Washington : A full 99 percent of people on Earth breathe air containing too many pollutants, the World Health Organization said Monday, blaming poor air quality for millions of deaths each year.
Fresh data from the UN health agency showed that every corner of the globe is dealing with air pollution, although the problem is much worse in poorer countries.
Almost 100 percent of the global population is still breathing air that exceeds the standards recommended by the World Health Organization, the agency’s environment, climate change and health director Maria Neira told reporters.
This is a major public health issue. In its previous report four years ago, WHO had already found that over 90 percent of the global population was affected, but it has since tightened its limits, it said.
The evidence base for the harm caused by air pollution has been growing rapidly and points to significant harm caused by even low levels of many air pollutants, WHO said. While UN data last year indicated that pandemic lockdowns and travel restrictions caused short-lived improvements in air quality, WHO said air pollution remains a towering problem. After surviving a pandemic, it is unacceptable to still have seven million preventable deaths and countless preventable lost years of good health due to air pollution, Neira said.
‘Healthier energy systems’ WHO’s study provides air quality data from more than 6,000 cities and other settlements across 117 countries — representing around 80 percent of urban settings. In addition, Neira said WHO used satellite data and mathematical models to determine that air quality is falling short basically everywhere. The poorest air quality was found in the eastern Mediterranean and Southeast Asia regions, and Africa, she said.
The findings were alarming, the organisation said, and highlighted the importance of rapidly curbing fossil fuel use. WHO chief Tedros Adhanom Ghebreyesus stressed that worries over soaring energy prices, due in part to Russia’s invasion of Ukraine, should help propel change.
Current energy concerns highlight the importance of speeding up the transition to cleaner, healthier energy systems, he said in a statement. High fossil fuel prices, energy security, and the urgency of addressing the twin health challenges of air pollution and climate change, underscore the pressing need to move faster towards a world that is much less dependent on fossil fuels.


WHAT IS EXPECTED »
In the entries below, how many lines contain the string "dash"? Respond with the number only.

(Dataset rows about figures)
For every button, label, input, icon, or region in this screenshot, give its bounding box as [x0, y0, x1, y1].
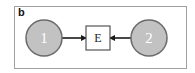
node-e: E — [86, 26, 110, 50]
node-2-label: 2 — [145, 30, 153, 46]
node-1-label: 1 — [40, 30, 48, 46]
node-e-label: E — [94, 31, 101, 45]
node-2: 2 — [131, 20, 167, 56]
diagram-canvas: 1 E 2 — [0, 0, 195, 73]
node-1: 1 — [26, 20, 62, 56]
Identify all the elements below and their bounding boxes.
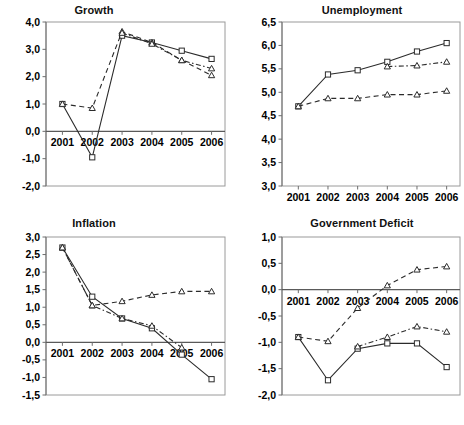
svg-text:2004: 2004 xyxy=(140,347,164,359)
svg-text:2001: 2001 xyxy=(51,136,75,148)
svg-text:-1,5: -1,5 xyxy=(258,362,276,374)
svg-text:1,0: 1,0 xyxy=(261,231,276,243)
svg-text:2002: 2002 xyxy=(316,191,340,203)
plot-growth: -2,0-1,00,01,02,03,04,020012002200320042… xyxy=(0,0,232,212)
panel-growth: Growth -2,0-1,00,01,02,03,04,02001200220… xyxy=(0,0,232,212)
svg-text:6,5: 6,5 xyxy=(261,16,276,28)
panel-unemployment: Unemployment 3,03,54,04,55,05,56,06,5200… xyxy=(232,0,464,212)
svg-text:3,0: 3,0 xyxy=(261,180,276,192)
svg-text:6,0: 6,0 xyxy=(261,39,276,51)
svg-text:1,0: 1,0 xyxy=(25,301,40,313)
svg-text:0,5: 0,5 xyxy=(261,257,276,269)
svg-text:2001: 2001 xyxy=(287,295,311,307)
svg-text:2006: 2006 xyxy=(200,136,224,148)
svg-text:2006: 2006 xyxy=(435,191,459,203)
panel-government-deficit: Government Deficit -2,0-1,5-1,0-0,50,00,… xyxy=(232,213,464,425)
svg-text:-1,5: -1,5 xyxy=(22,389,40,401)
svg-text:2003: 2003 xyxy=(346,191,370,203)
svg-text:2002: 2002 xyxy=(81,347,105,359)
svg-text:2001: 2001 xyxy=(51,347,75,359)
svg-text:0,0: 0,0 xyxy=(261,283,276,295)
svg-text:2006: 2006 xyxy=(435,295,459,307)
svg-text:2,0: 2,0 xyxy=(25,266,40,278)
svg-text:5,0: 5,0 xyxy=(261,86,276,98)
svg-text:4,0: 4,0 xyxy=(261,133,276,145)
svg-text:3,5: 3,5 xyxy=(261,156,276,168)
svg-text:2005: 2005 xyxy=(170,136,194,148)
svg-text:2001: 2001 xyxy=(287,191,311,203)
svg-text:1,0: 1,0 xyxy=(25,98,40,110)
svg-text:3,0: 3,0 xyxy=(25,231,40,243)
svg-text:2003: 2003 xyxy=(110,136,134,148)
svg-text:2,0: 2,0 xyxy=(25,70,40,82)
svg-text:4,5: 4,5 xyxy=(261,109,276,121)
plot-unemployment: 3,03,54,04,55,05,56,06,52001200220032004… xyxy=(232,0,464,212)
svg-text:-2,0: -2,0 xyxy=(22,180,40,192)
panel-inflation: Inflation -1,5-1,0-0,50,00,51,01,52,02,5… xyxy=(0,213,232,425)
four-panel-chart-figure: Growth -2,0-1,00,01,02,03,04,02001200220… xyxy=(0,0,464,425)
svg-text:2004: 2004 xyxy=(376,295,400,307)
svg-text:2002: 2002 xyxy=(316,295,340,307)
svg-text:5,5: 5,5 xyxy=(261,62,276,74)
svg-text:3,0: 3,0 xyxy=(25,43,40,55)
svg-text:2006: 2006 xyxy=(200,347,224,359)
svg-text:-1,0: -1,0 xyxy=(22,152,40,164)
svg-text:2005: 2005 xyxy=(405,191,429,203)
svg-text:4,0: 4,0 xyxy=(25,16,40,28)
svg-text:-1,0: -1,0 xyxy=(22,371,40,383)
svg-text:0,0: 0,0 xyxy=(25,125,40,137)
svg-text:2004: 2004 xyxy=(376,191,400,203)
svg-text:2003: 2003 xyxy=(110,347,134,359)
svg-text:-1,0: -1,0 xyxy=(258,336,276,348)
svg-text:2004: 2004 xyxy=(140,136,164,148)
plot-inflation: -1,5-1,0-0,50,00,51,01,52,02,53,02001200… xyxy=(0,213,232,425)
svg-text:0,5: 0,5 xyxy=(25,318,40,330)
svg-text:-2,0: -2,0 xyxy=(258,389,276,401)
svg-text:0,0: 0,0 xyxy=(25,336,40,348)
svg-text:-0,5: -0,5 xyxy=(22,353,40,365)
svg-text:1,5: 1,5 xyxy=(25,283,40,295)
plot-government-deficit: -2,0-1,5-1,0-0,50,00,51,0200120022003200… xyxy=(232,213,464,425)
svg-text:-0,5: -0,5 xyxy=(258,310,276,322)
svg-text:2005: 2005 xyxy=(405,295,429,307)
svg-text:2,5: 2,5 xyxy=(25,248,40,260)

==

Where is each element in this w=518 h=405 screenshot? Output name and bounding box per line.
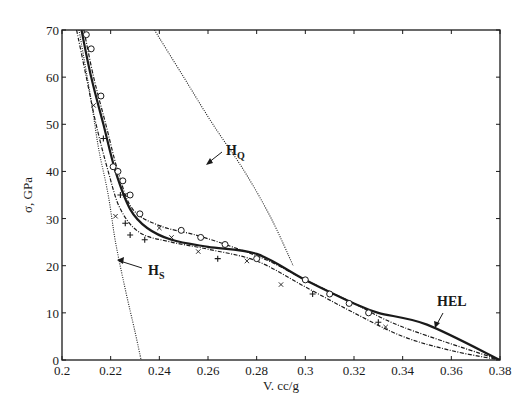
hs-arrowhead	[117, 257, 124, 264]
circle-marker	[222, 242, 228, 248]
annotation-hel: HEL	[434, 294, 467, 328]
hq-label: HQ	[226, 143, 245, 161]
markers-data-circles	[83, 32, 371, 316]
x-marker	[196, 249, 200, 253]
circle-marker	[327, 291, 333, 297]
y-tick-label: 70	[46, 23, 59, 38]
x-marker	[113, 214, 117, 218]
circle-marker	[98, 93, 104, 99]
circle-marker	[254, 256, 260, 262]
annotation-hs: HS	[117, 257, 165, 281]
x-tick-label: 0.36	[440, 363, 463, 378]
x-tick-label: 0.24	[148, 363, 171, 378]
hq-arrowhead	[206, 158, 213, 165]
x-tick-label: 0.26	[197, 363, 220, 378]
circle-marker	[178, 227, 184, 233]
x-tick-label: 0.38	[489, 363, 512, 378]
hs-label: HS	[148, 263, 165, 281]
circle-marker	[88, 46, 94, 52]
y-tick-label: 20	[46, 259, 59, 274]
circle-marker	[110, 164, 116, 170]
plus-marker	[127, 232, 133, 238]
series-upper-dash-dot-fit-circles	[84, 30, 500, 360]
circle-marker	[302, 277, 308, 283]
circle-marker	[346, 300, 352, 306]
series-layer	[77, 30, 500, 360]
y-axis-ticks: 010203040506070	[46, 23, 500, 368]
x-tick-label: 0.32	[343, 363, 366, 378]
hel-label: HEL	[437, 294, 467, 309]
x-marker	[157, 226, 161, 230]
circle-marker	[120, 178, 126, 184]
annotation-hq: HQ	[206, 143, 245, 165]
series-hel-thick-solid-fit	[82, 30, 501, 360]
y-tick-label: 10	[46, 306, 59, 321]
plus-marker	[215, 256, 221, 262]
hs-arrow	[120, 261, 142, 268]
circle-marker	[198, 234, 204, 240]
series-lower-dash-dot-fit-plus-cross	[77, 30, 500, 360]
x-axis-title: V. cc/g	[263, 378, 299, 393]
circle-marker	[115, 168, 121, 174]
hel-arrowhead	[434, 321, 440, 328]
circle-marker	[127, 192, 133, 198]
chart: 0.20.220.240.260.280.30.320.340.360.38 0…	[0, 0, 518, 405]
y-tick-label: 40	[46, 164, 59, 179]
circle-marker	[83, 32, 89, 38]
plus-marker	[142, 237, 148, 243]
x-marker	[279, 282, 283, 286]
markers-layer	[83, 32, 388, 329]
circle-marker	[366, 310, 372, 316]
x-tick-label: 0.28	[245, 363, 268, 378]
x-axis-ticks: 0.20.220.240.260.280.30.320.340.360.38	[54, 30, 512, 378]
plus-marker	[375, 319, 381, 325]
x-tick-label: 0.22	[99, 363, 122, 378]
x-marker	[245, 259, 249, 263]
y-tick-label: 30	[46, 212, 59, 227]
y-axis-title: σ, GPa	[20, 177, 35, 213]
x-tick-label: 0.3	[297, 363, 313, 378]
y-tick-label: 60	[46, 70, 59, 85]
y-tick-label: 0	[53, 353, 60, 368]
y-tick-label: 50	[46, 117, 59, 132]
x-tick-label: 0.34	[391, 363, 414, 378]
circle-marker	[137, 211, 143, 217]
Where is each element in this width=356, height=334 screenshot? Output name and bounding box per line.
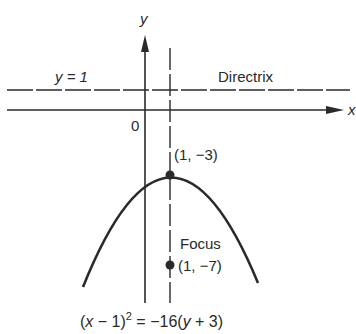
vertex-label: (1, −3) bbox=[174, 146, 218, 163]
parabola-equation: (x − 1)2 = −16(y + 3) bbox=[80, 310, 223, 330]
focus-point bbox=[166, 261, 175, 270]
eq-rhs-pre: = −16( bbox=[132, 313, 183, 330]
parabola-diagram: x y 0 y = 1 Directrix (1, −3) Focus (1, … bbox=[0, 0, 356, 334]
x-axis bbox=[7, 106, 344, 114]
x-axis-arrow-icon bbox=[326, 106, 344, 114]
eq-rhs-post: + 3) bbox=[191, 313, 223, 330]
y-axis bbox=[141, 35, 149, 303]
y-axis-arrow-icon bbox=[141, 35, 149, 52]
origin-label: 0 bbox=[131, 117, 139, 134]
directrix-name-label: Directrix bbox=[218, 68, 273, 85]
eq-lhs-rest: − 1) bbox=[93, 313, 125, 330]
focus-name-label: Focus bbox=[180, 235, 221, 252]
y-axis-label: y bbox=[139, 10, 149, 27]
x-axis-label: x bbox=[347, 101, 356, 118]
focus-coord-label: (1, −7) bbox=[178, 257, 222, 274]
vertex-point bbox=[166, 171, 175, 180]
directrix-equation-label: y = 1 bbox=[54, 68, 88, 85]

SOLUTION FOR THIS EXERCISE »
2